> It's not anything that future generations have to "pay back."
I really wish the term "debt" were not used in these contexts. This type of "debt" is fundamentally different from private sector debt or other ordinary forms of debt.
In this context the term is being used to refer to an accounting construct that looks like debt, but the meaning of this particular accounting entry is completely different. Using this term only creates confusion among the public and even politicians who don't understand the complex and esoteric details of modern economics.
In the end it's still a debt. The nominal value in USD may not be all that important, since the Fed can manipulate it more or less at will, but you're still borrowing productivity from the future—by consuming capital—and that debt will be repaid one way or another.
The fallacy here is assuming that capital is finite over all time. It's not. Capital is created.
Of course not all economic activity creates capital at the same rate, and I do definitely agree that the type of economic activity you get during and after a recession with massive QE is likely of a lower quality than what you'd get otherwise. But it may still be that more capital (wealth) is created this way then if you allow the economy to completely shut down.
I also disagree with the premise that recessions/depressions are good because they clear out dead or dying companies. Dead or dying companies do die under such circumstances, but so do really innovative ventures that have not yet reached comfortable sustainable profitability. A mega-recession right now might take out a lot of junk, but we'd also risk losing stuff like SpaceX, Tesla, Boom Supersonic, and hundreds of small innovative startups. We might also lose the whole renewable energy revolution and any work being done on next-gen nuclear power like small modular reactors.
In short we'd lose both the bottom and the top end of the innovation curve, keeping just the boring middle.
I suspect you may have intended to reply to a different comment, but since you're here…
> The fallacy here is assuming that capital is finite over all time.
Capital is "finite"—as opposed to "infinite", "unlimited", "superabundant"—but I agree that it isn't fixed. There is no law of conservation of capital; it can be created or destroyed.
With that said, taking on debt is not necessarily a bad thing; it depends on how you use it, and whether you have a viable plan to repay the debt out of future earnings. QE fails on both counts; there's no real direction beyond "inject more money into the economy", and no viable repayment plan.
> I also disagree with the premise that recessions/depressions are good because they clear out dead or dying companies.
I'm not sure whose premise that was, but I would also disagree. Clearing out underperforming companies would be a silver lining at best, and not enough to make recessions or depressions "good". In any case the companies hit the hardest are not necessarily the ones with marginal profits but rather the ones which are incapable of adapting to changing circumstances. That can include old companies set in their ways as well as new, experimental ones which depend on emerging opportunities.
I really wish the term "debt" were not used in these contexts. This type of "debt" is fundamentally different from private sector debt or other ordinary forms of debt.
In this context the term is being used to refer to an accounting construct that looks like debt, but the meaning of this particular accounting entry is completely different. Using this term only creates confusion among the public and even politicians who don't understand the complex and esoteric details of modern economics.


PROBLEM TO SOLVE:
Output, word for word and without pictures, the lines from the one containing "in this image." through the final line of the listing below.
*** Opening RECORDED DATA ***
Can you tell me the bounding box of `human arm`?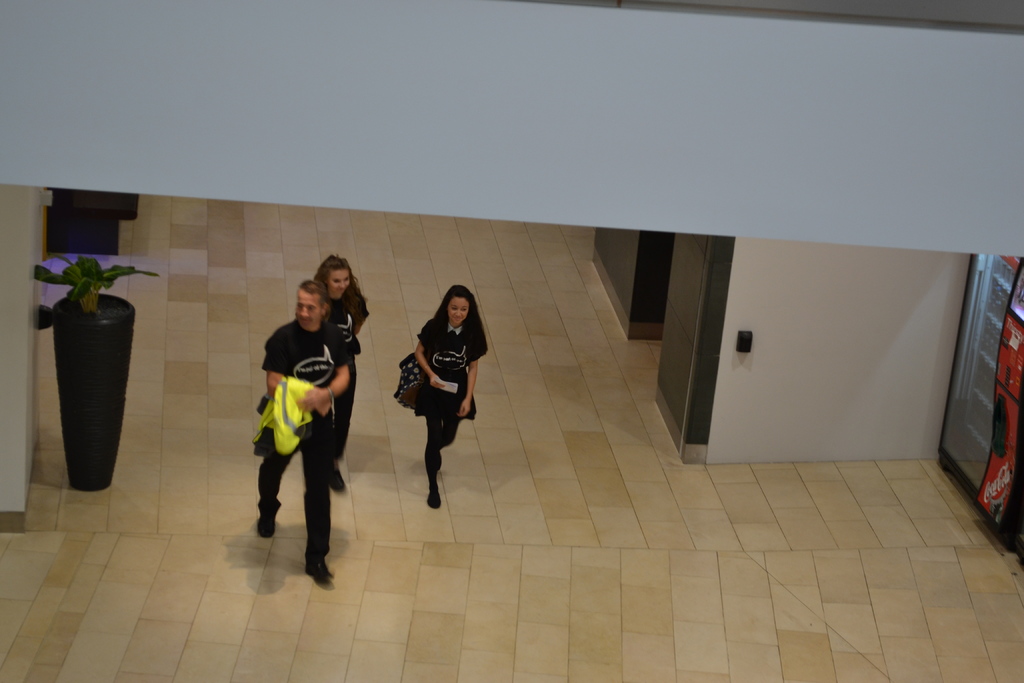
<region>410, 316, 444, 388</region>.
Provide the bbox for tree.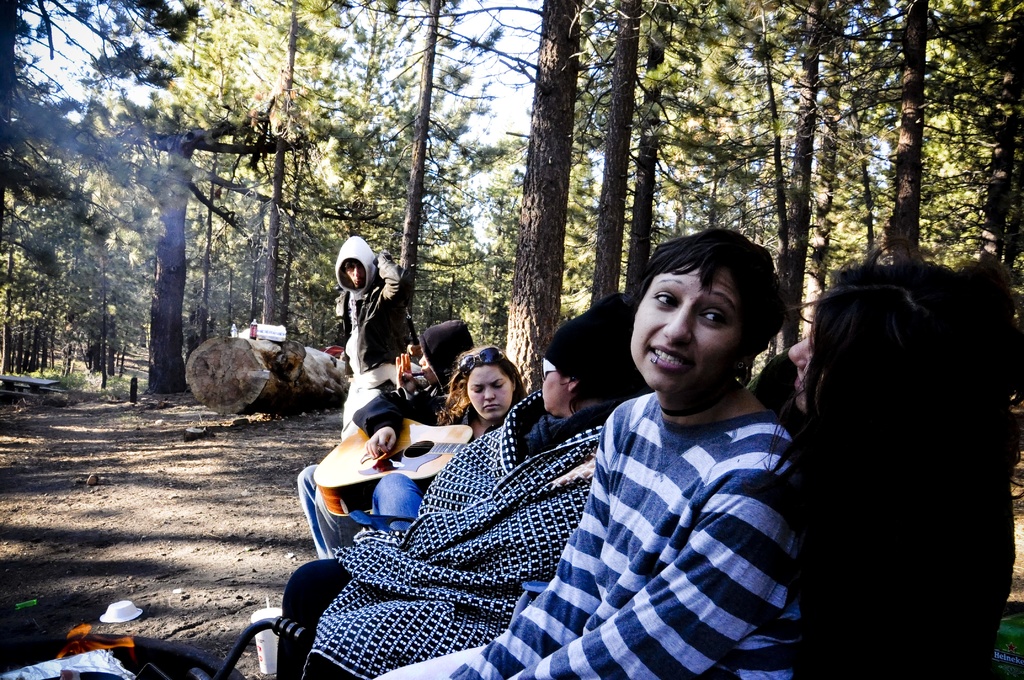
109/0/275/391.
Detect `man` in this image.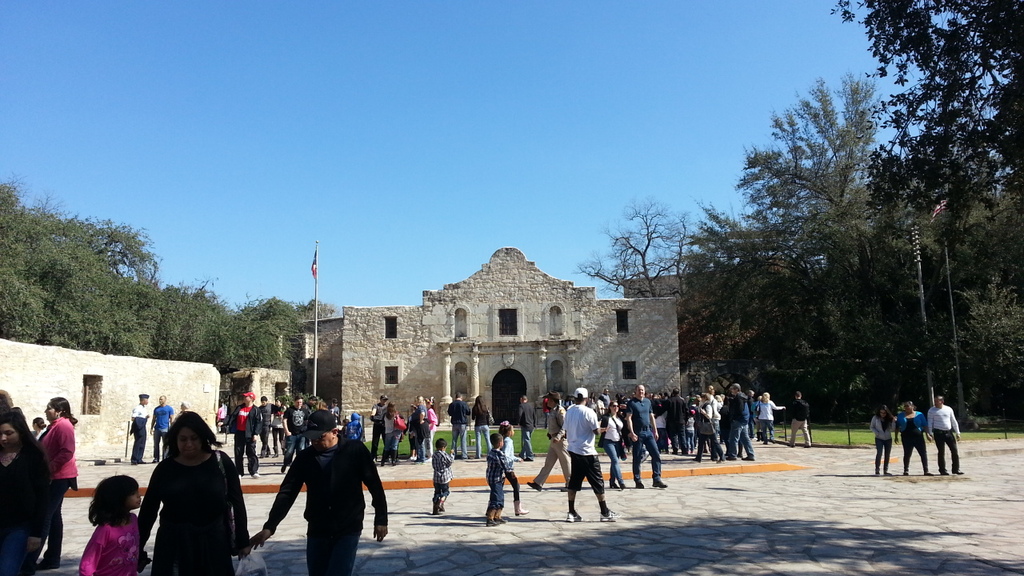
Detection: bbox=[566, 388, 622, 521].
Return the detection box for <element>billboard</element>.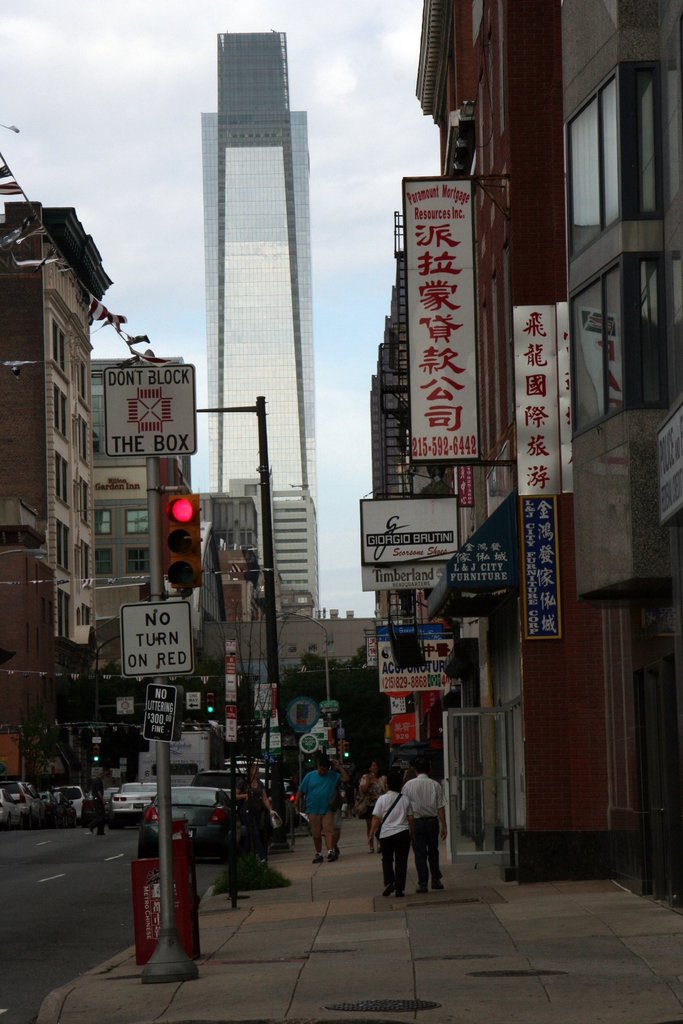
bbox=(99, 362, 190, 458).
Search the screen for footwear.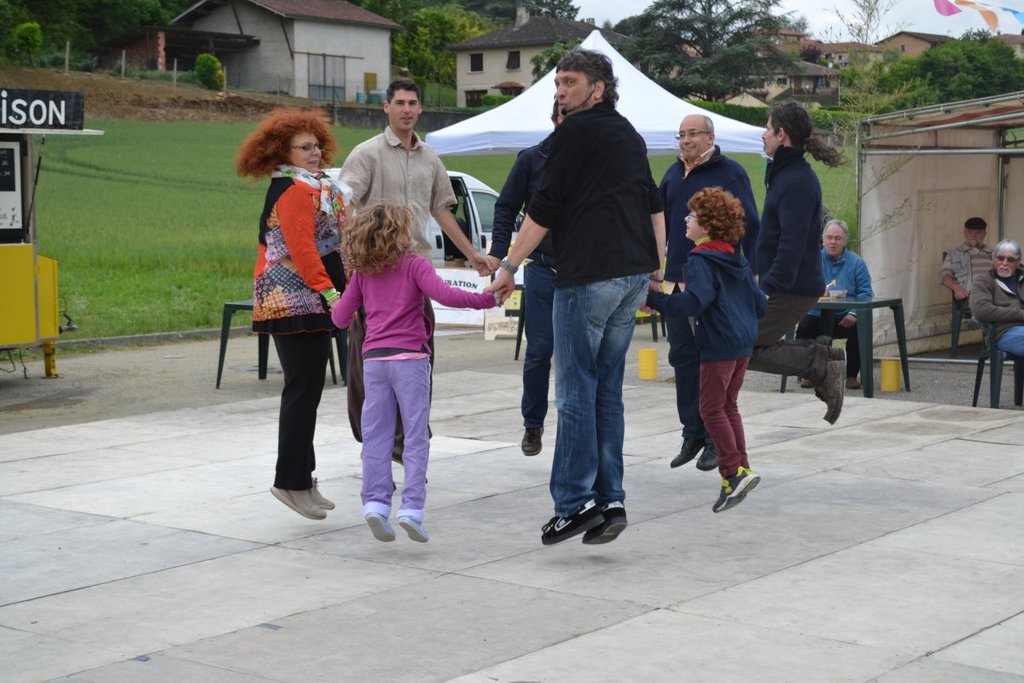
*** Closing RECORDED DATA ***
TASK ANSWER:
Detect `man` in this image.
Detection: bbox=[566, 388, 622, 521].
Return the detection box for <element>billboard</element>.
bbox=(99, 362, 190, 458).
Search the screen for footwear.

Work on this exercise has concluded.